The early church believed in healing! Believed that by the calling of the Elders, and laying of hands on the sick that they would see God do miracles.
Does God heal every time? No or none would ever die. But to the believer, death is not the end, it is the beginning and that is a healing of what was physically going on in their body.
Do we have special powers in our hands? I have the same thing as each other believer- I have Christ that dwells in me and He is the healer, He is the redeemer, He is the comforter.
Early historical writers, Hippolytus, Tertullian, Clementine, Josephus, all wrote of watching people healed as believers laid hands and prayed.
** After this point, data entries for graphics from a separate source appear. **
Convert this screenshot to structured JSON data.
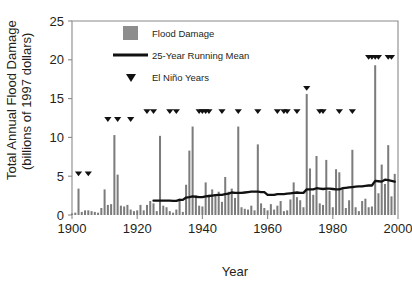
{
  "chart_data": {
    "type": "bar",
    "title": "",
    "xlabel": "Year",
    "ylabel": "Total Annual Flood Damage (billions of 1997 dollars)",
    "ylabel_line1": "Total Annual Flood Damage",
    "ylabel_line2": "(billions of 1997 dollars)",
    "xlim": [
      1900,
      2000
    ],
    "ylim": [
      0,
      25
    ],
    "yticks": [
      0,
      5,
      10,
      15,
      20,
      25
    ],
    "ytick_labels": [
      "0",
      "5",
      "10",
      "15",
      "20",
      "25"
    ],
    "xticks": [
      1900,
      1920,
      1940,
      1960,
      1980,
      2000
    ],
    "xtick_labels": [
      "1900",
      "1920",
      "1940",
      "1960",
      "1980",
      "2000"
    ],
    "grid": false,
    "legend_position": "top-center",
    "legend": [
      {
        "label": "Flood Damage",
        "marker": "square-swatch",
        "color": "#8d8d8d"
      },
      {
        "label": "25-Year Running Mean",
        "marker": "line",
        "color": "#111111"
      },
      {
        "label": "El Niño Years",
        "marker": "triangle-down",
        "color": "#111111"
      }
    ],
    "series": [
      {
        "name": "Flood Damage",
        "type": "bar",
        "color": "#7c7c7c",
        "x": [
          1900,
          1901,
          1902,
          1903,
          1904,
          1905,
          1906,
          1907,
          1908,
          1909,
          1910,
          1911,
          1912,
          1913,
          1914,
          1915,
          1916,
          1917,
          1918,
          1919,
          1920,
          1921,
          1922,
          1923,
          1924,
          1925,
          1926,
          1927,
          1928,
          1929,
          1930,
          1931,
          1932,
          1933,
          1934,
          1935,
          1936,
          1937,
          1938,
          1939,
          1940,
          1941,
          1942,
          1943,
          1944,
          1945,
          1946,
          1947,
          1948,
          1949,
          1950,
          1951,
          1952,
          1953,
          1954,
          1955,
          1956,
          1957,
          1958,
          1959,
          1960,
          1961,
          1962,
          1963,
          1964,
          1965,
          1966,
          1967,
          1968,
          1969,
          1970,
          1971,
          1972,
          1973,
          1974,
          1975,
          1976,
          1977,
          1978,
          1979,
          1980,
          1981,
          1982,
          1983,
          1984,
          1985,
          1986,
          1987,
          1988,
          1989,
          1990,
          1991,
          1992,
          1993,
          1994,
          1995,
          1996,
          1997,
          1998,
          1999
        ],
        "values": [
          0.2,
          0.3,
          3.4,
          0.4,
          0.6,
          0.6,
          0.5,
          0.4,
          0.3,
          0.9,
          3.3,
          1.3,
          1.4,
          10.3,
          5.2,
          1.2,
          1.1,
          1.3,
          0.7,
          0.5,
          0.6,
          1.3,
          0.6,
          1.3,
          1.8,
          1.5,
          0.5,
          10.2,
          1.2,
          1.0,
          0.5,
          0.3,
          0.7,
          2.1,
          0.4,
          3.9,
          8.3,
          11.4,
          2.5,
          1.2,
          1.1,
          4.2,
          2.6,
          3.3,
          2.7,
          3.0,
          1.7,
          4.9,
          3.0,
          3.4,
          2.2,
          11.4,
          1.0,
          0.8,
          0.7,
          1.2,
          0.6,
          9.1,
          1.5,
          0.9,
          0.6,
          1.4,
          0.7,
          1.2,
          1.8,
          0.5,
          0.6,
          2.0,
          4.2,
          2.3,
          1.9,
          1.0,
          15.6,
          6.0,
          2.6,
          7.6,
          1.5,
          1.3,
          7.1,
          3.1,
          1.0,
          5.9,
          5.5,
          3.4,
          0.9,
          1.9,
          8.4,
          1.0,
          0.5,
          1.8,
          2.1,
          1.0,
          1.1,
          19.3,
          2.8,
          6.5,
          4.0,
          9.0,
          2.4,
          5.3
        ]
      },
      {
        "name": "25-Year Running Mean",
        "type": "line",
        "color": "#111111",
        "x": [
          1925,
          1926,
          1927,
          1928,
          1929,
          1930,
          1931,
          1932,
          1933,
          1934,
          1935,
          1936,
          1937,
          1938,
          1939,
          1940,
          1941,
          1942,
          1943,
          1944,
          1945,
          1946,
          1947,
          1948,
          1949,
          1950,
          1951,
          1952,
          1953,
          1954,
          1955,
          1956,
          1957,
          1958,
          1959,
          1960,
          1961,
          1962,
          1963,
          1964,
          1965,
          1966,
          1967,
          1968,
          1969,
          1970,
          1971,
          1972,
          1973,
          1974,
          1975,
          1976,
          1977,
          1978,
          1979,
          1980,
          1981,
          1982,
          1983,
          1984,
          1985,
          1986,
          1987,
          1988,
          1989,
          1990,
          1991,
          1992,
          1993,
          1994,
          1995,
          1996,
          1997,
          1998,
          1999
        ],
        "values": [
          1.85,
          1.85,
          1.85,
          1.85,
          1.86,
          1.85,
          1.82,
          1.82,
          1.95,
          1.95,
          2.25,
          2.3,
          2.4,
          2.35,
          2.3,
          2.3,
          2.4,
          2.45,
          2.5,
          2.55,
          2.6,
          2.6,
          2.7,
          2.75,
          2.9,
          2.85,
          2.85,
          2.85,
          2.9,
          2.95,
          3.0,
          3.0,
          3.0,
          2.95,
          2.95,
          2.6,
          2.6,
          2.6,
          2.7,
          2.7,
          2.7,
          2.75,
          2.8,
          2.85,
          2.9,
          2.85,
          2.85,
          3.3,
          3.3,
          3.3,
          3.45,
          3.4,
          3.35,
          3.4,
          3.4,
          3.35,
          3.3,
          3.3,
          3.45,
          3.5,
          3.55,
          3.6,
          3.65,
          3.7,
          3.7,
          3.75,
          3.8,
          3.8,
          4.4,
          4.35,
          4.3,
          4.55,
          4.5,
          4.4,
          4.3
        ]
      }
    ],
    "el_nino_years": [
      {
        "year": 1902,
        "level": 5
      },
      {
        "year": 1905,
        "level": 5
      },
      {
        "year": 1911,
        "level": 12
      },
      {
        "year": 1914,
        "level": 12
      },
      {
        "year": 1918,
        "level": 12
      },
      {
        "year": 1923,
        "level": 13
      },
      {
        "year": 1925,
        "level": 13
      },
      {
        "year": 1930,
        "level": 13
      },
      {
        "year": 1932,
        "level": 13
      },
      {
        "year": 1939,
        "level": 13
      },
      {
        "year": 1940,
        "level": 13
      },
      {
        "year": 1941,
        "level": 13
      },
      {
        "year": 1942,
        "level": 13
      },
      {
        "year": 1946,
        "level": 13
      },
      {
        "year": 1951,
        "level": 13
      },
      {
        "year": 1957,
        "level": 13
      },
      {
        "year": 1963,
        "level": 13
      },
      {
        "year": 1965,
        "level": 13
      },
      {
        "year": 1966,
        "level": 13
      },
      {
        "year": 1969,
        "level": 13
      },
      {
        "year": 1972,
        "level": 16
      },
      {
        "year": 1976,
        "level": 13
      },
      {
        "year": 1977,
        "level": 13
      },
      {
        "year": 1982,
        "level": 13
      },
      {
        "year": 1986,
        "level": 13
      },
      {
        "year": 1991,
        "level": 20
      },
      {
        "year": 1992,
        "level": 20
      },
      {
        "year": 1993,
        "level": 20
      },
      {
        "year": 1994,
        "level": 20
      },
      {
        "year": 1997,
        "level": 20
      },
      {
        "year": 1998,
        "level": 20
      }
    ]
  }
}
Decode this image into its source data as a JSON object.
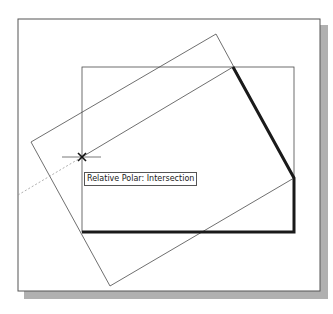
{
  "drawing": {
    "tooltip_text": "Relative Polar: Intersection",
    "colors": {
      "background": "#ffffff",
      "frame": "#555555",
      "shadow": "#a8a8a8",
      "thin_line": "#4a4a4a",
      "heavy_line": "#1a1a1a",
      "dashed_line": "#9a9a9a"
    },
    "frame": {
      "x": 18,
      "y": 19,
      "width": 302,
      "height": 272
    },
    "inner_rectangle": {
      "x": 82,
      "y": 67,
      "width": 212,
      "height": 165
    },
    "rotated_rectangle": [
      [
        216,
        34
      ],
      [
        294,
        178
      ],
      [
        110,
        286
      ],
      [
        31,
        142
      ]
    ],
    "heavy_polyline": [
      [
        233,
        67
      ],
      [
        294,
        178
      ],
      [
        294,
        232
      ],
      [
        82,
        232
      ]
    ],
    "diagonal_line": [
      [
        82,
        157
      ],
      [
        233,
        67
      ]
    ],
    "tracking_line_dashed": [
      [
        18,
        195
      ],
      [
        82,
        157
      ]
    ],
    "snap_marker": {
      "x": 82,
      "y": 157,
      "type": "intersection"
    }
  }
}
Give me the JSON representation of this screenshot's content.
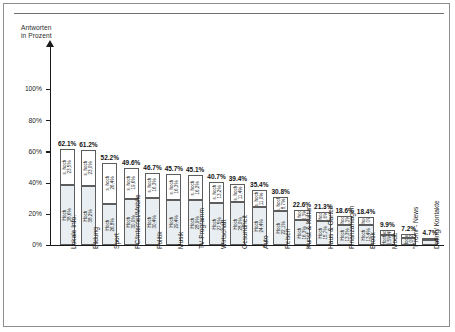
{
  "axis": {
    "title_line1": "Antworten",
    "title_line2": "in Prozent",
    "yticks": [
      "100%",
      "80%",
      "60%",
      "40%",
      "20%",
      "0%"
    ],
    "ymin": 0,
    "ymax": 110
  },
  "legend_terms": {
    "high": "Hoch",
    "very_high": "s. hoch"
  },
  "chart_data": {
    "type": "bar",
    "title": "",
    "xlabel": "",
    "ylabel": "Antworten in Prozent",
    "ylim": [
      0,
      110
    ],
    "grid": false,
    "stacked": true,
    "legend": [
      "Hoch",
      "s. hoch"
    ],
    "categories": [
      "Lokale Info.",
      "Bildung",
      "Sport",
      "PC/Internet/Mobile",
      "Politik",
      "Musik",
      "TV-Programm",
      "Wirtschaft",
      "Gesundheit",
      "Auto",
      "Reisen",
      "Kunst & Kultur",
      "Haus & Garten",
      "Finanzanlagen",
      "Erotik",
      "Mode",
      "\"Promi\"- News",
      "Dating/ Kontakte"
    ],
    "totals": [
      62.1,
      61.2,
      52.2,
      49.6,
      46.7,
      45.7,
      45.1,
      40.7,
      39.4,
      35.4,
      30.8,
      22.6,
      21.3,
      18.6,
      18.4,
      9.9,
      7.2,
      4.7
    ],
    "series": [
      {
        "name": "Hoch",
        "values": [
          38.6,
          38.2,
          26.8,
          30.0,
          30.4,
          29.4,
          28.9,
          27.5,
          28.0,
          24.4,
          22.1,
          16.3,
          15.7,
          13.3,
          13.4,
          6.5,
          5.0,
          3.5
        ]
      },
      {
        "name": "s. hoch",
        "values": [
          23.5,
          23.0,
          26.4,
          19.6,
          16.3,
          16.3,
          16.2,
          13.2,
          11.4,
          11.0,
          8.7,
          6.3,
          5.6,
          5.3,
          5.0,
          3.4,
          2.2,
          1.2
        ]
      }
    ],
    "bar_labels": [
      {
        "total": "62.1%",
        "shoch": "s. hoch\n23,5%",
        "hoch": "Hoch\n38,6%"
      },
      {
        "total": "61.2%",
        "shoch": "s. hoch\n23,0%",
        "hoch": "Hoch\n38,2%"
      },
      {
        "total": "52.2%",
        "shoch": "s. hoch\n26,4%",
        "hoch": "Hoch\n26,8%"
      },
      {
        "total": "49.6%",
        "shoch": "s. hoch\n19,6%",
        "hoch": "Hoch\n30,0%"
      },
      {
        "total": "46.7%",
        "shoch": "s. hoch\n16,3%",
        "hoch": "Hoch\n30,4%"
      },
      {
        "total": "45.7%",
        "shoch": "s. hoch\n16,3%",
        "hoch": "Hoch\n29,4%"
      },
      {
        "total": "45.1%",
        "shoch": "s. hoch\n16,2%",
        "hoch": "Hoch\n28,9%"
      },
      {
        "total": "40.7%",
        "shoch": "s. hoch\n13,2%",
        "hoch": "Hoch\n27,5%"
      },
      {
        "total": "39.4%",
        "shoch": "s. hoch\n11,4%",
        "hoch": "Hoch\n28,0%"
      },
      {
        "total": "35.4%",
        "shoch": "s. hoch\n11,0%",
        "hoch": "Hoch\n24,4%"
      },
      {
        "total": "30.8%",
        "shoch": "s. hoch\n8,7%",
        "hoch": "Hoch\n22,1%"
      },
      {
        "total": "22.6%",
        "shoch": "s. hoch\n6,3%",
        "hoch": "Hoch\n16,3%"
      },
      {
        "total": "21.3%",
        "shoch": "s. hoch\n5,6%",
        "hoch": "Hoch\n15,7%"
      },
      {
        "total": "18.6%",
        "shoch": "s. hoch\n5,3%",
        "hoch": "Hoch\n13,3%"
      },
      {
        "total": "18.4%",
        "shoch": "s. hoch\n5,0%",
        "hoch": "Hoch\n13,4%"
      },
      {
        "total": "9.9%",
        "shoch": "s. hoch\n3,4%",
        "hoch": "Hoch\n6,5%"
      },
      {
        "total": "7.2%",
        "shoch": "s. hoch\n2,2%",
        "hoch": "Hoch\n5,0%"
      },
      {
        "total": "4.7%",
        "shoch": "",
        "hoch": ""
      }
    ]
  },
  "colors": {
    "hoch_fill": "#e8eef1",
    "shoch_fill": "#ffffff",
    "stroke": "#5d5d5d",
    "axis": "#1a1a1a",
    "frame": "#8d8d8d"
  }
}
They saw the power of the healing was not man but the power of God working through them.
We want to see people healed, we need to come to God and expect healings.
We need to be a praying church, a praying family, a praying community.
The early church believed in praising the Lord, praying to the Lord, and believed that God still heals!
Heal the sick, raise up the weak, cheer the fainted hearted.
One early writer wrote-
“Grant unto him (believer), O Lord… the power to break all the chains of the evil power of the demons, to cure all the sick, and speedily to subdue Satan beneath his feet.”
“Let the deacons of the church move about intelligently and act as eyes for the bishop… let him find out those who are sick in the flesh, and bring such to the notice of the main body who know nothing of them, that they may visit them, and supply their wants.”
Closing,
As a nation, we need to be concerned, but we do not need to be consumed.
As a believer in Christ, these events lately should bring us to our knees to be praying, to be sensitive to the things that God cares about, and be loving to the people we come in contact with… believers and non-believers.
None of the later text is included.